Books does not want to answer. Yes, he does think Emmy’s the leaker. He thinks Emmy is privately rooting for Citizen David, who seems to share Emmy’s passion for liberal causes and who has thus far managed to do everything he’s done without physically harming another human being.
Add that to the fact that the reporter with the inside scoop is Emmy’s good friend Shaindy, not to mention the photos of them together last Friday at that bar—
And then there’s the fact that when Books confronted Emmy yesterday, when he told her that she was under suspicion for leaking, she didn’t deny it or even act surprised—
Yes, he thinks Emmy’s the leaker.
He doesn’t say anything, but his nonanswer is an answer.
“You’d rather we indicted her?” asks the director.
Books thinks about it, puts it together. He should have figured it out sooner. “You’re saying firing her would be a replacement for a criminal charge,” says Books. “She gets her punishment, but it’s not based on her leaking information—it’s based on this unauthorized side investigation she was doing.

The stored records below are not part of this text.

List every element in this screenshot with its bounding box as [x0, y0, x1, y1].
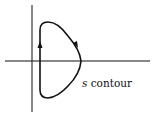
arrow-up-icon — [38, 41, 43, 48]
contour-diagram — [0, 0, 152, 116]
s-contour-path — [40, 22, 81, 98]
contour-label: s contour — [82, 77, 132, 89]
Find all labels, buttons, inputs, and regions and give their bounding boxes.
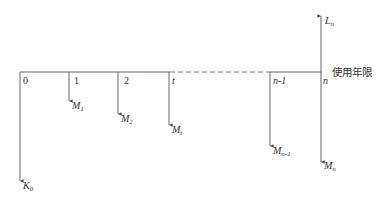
tick-label-n: n (323, 75, 328, 86)
flow-label-m1: M1 (71, 100, 84, 113)
flow-label-k0: K0 (22, 180, 34, 193)
flow-labels: K0 M1 M2 Mt Mn-1 Mn Ln (22, 15, 336, 193)
flow-label-mt: Mt (171, 124, 183, 137)
flow-label-mn: Mn (323, 160, 336, 173)
tick-label-n-1: n-1 (273, 75, 286, 86)
flow-label-ln: Ln (324, 15, 335, 28)
cash-flow-diagram: 0 1 2 t n-1 n 使用年限 K0 M1 M2 Mt Mn-1 Mn L… (0, 0, 386, 197)
tick-label-0: 0 (23, 75, 28, 86)
outflow-arrows (20, 72, 321, 181)
flow-label-m2: M2 (120, 113, 133, 126)
tick-label-t: t (172, 75, 175, 86)
axis-title: 使用年限 (332, 66, 373, 78)
flow-label-mn-1: Mn-1 (272, 145, 291, 158)
tick-label-2: 2 (124, 75, 129, 86)
tick-label-1: 1 (74, 75, 79, 86)
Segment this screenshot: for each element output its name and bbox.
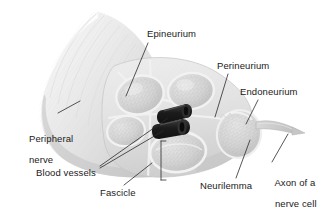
axon-filament <box>256 121 305 135</box>
label-perineurium: Perineurium <box>217 61 269 72</box>
label-fascicle: Fascicle <box>100 188 136 199</box>
label-peripheral-nerve-line1: Peripheral <box>29 133 73 144</box>
label-peripheral-nerve-line2: nerve <box>29 154 53 165</box>
label-endoneurium: Endoneurium <box>240 87 298 98</box>
nerve-anatomy-figure: Epineurium Perineurium Endoneurium Perip… <box>0 0 322 213</box>
label-axon-line1: Axon of a <box>274 177 315 188</box>
label-neurilemma: Neurilemma <box>200 181 252 192</box>
label-blood-vessels: Blood vessels <box>36 168 96 179</box>
label-axon-of-nerve-cell: Axon of a nerve cell <box>264 167 317 213</box>
label-epineurium: Epineurium <box>147 29 196 40</box>
leader-axon <box>272 134 288 162</box>
label-axon-line2: nerve cell <box>275 198 317 209</box>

A nice, quiet administrative termination. The Bureau avoids the public embarrassment about one of its own leaking to a reporter.”
“And your fiancée avoids prison,” Moriarty adds. “She gets to marry her wonderful bookseller and have a nice life without a felony record.”
Those last words slam into Books like a bus, but now is not the time. He has to sort this out. He hasn’t played it out this way. It hadn’t occurred to him that being fired by the Bureau might be the best thing that ever happened to Emmy. But would she see it like that?
“This…isn’t my decision to make,” he says. “It’s Emmy’s.”
“No, it’s mine,” says the director. “We can’t lay out this choice for Emmy. She doesn’t know that we’re targeting her in the leak investigation.”
Books nods and breaks eye contact. She does now. He shouldn’t have told her, but, he rationalizes, she already seemed to know.
“We have to decide,” says the director with a heavy sigh, “whether to fire her now, for her own good, or let her stay on, continue to leak information to that Post reporter, dig a deeper hole for herself, and go to prison.”